Assigned: October 15, 2007
Due: October 29, 2007 11:59 PM
Lab overview: Enhance your ray tracer from Lab1 to include Phong illumination, shadows, reflections, and refractions
Objective: Upon finishing this lab, you will learn how to write a recursive ray tracer that includes global illumination effects such as shadows, reflections, and reflections.
Tasks:
1. Remove the simple illumination model used in lab1 and replace it with the Phong illumination model.
1.1. Assume the color of the light is white, i.e., (1,1,1)
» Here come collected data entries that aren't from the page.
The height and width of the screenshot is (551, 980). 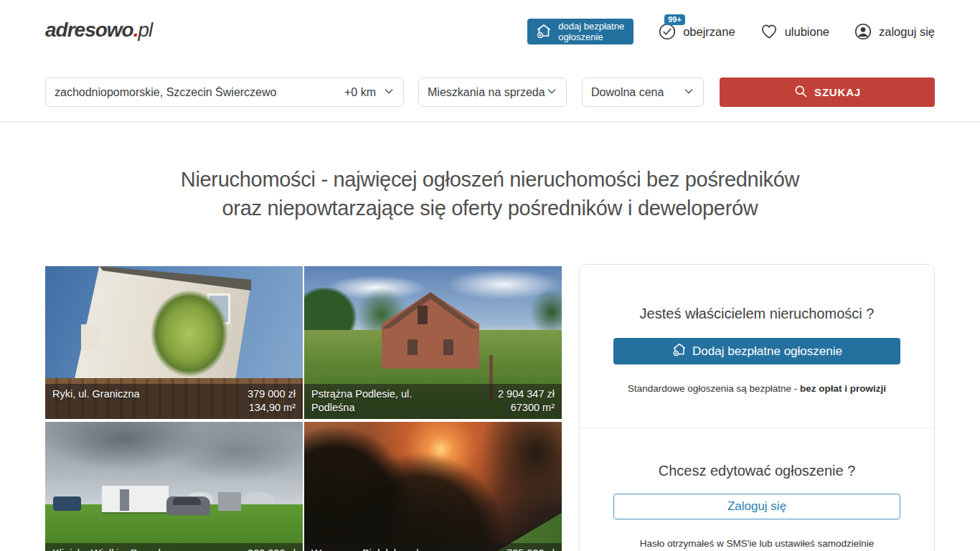 I want to click on category-value: Mieszkania na sprzeda, so click(x=486, y=93).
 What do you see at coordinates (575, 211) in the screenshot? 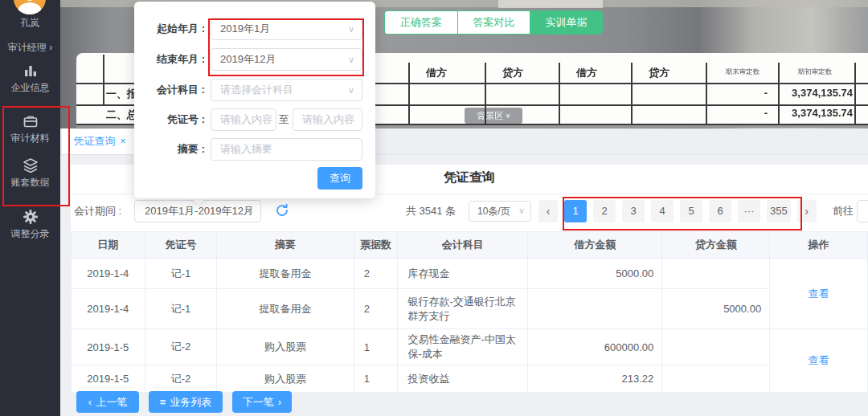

1.2. Ambient: Use 0.2 as the ambient reflection coefficient (Ka). Multiple this to the ambient color of the object
1.3. Diffuse: Scale the object’s diffuse color by N.L, where N is the object normal and L is the light vector
1.4. Specular: Set the shininess to 1000 as the specular exponent of the cosine between V and R, where V is the
vector from the point to the camera, and R is the refection ray vector. Use the specular color of the
object as the specular reflection coefficient (Ks)
2. Add shadows to your ray tracer. For each visible point, loop through the light sources. If the point is facing to the light source (dot product of normal and vector to the light is positive), cast a shadow ray and test for shadow.
3. Add reflection: include reflection rays in your ray tracer.
4. Add refraction: include refraction rays in your ray tracer. Use an index of refraction of 1.0 for air and 1.5 for all other object material. Blend the color of the surface of the object with refracted light.
5. For reflection and refraction, set your recursion level to 3.
6. Change your ray tracer command line to
rt <input.iv> <output.ppm> <xres> <yres> <shadow_on> <reflection_on> <refraction_on>
where <shawdow_on>, <reflection_on>, and <refraction_on> are 1 or 0 to turn the individual effect on or off.
Lab submission
Submit your source code (.C and .h) and Makefile. Do not submit any executable files. Our grader will use the sample .iv files in the Data director of the sample_read_iv folder to test your program. If you have some nicer scene files that you want the grader to use, you can submit them too.
Submit a readme file specifying what are being submitted and how to compile and link your program.
Use the following command on stdsun to submit your lab2
> submit c681aa lab2 <names of all your files>
Notes about the submit program
The 'submit' program submits all of the files at once, not one at a time, previous submissions for a given lab are completely removed. Or put another way; each time the submit command is issued for a given lab, ALL of the previously submitted files are clobbered.
That means that
> submit c681aa lab2 lab2.c
> submit c681aa lab2 readme
will result in ONLY 'readme' remaining in the lab2 submission
You should do the following:
> submit c681aa lab2 lab2.c lab2.h .... readme
or
> submit c681aa lab2 lab2_dir
Where 'lab1_dir' is a directory containing all of the lab1 files to be submitted, or best of all (for both student and grader) is:
> cd lab2_dir
> submit c681aa lab2 .
Submit will immediately print submission information to the submitter. Use 'man submit' if you have any other questions.
Late Penalty
You should submit your lab on time. We are on a quarter schedule, which is pretty tight. Being late for one lab could affect the time left for you to complete subsequent labs. All labs are due at 11:59pm of the specified due data, and there is a 10% penalty each day for up to 50%. After that, you get zero.
Grading Criteria
Grading of the labs will be based on the following:
• 90%: Correctness and adherence to assignment specification.
• 10%: Readability, structure of code, use of comments, adherence to lab procedures (submitting, naming conventions, etc.)
The grader will grade the labs. If you have problems with the grade you received on your lab, see the grader first. If you can't resolve the dispute with the grader, then see me. However, in order to maintain consistent grading for everyone in the class, I am not very inclined to alter grades that are assigned by the grader.
Don't copy labs. Discussion of lab assignments is allowed and encouraged. However, you need to complete the lab all by yourself. Labs which are too similar will be handed over to the Committee on Academic Misconduct and handled by them.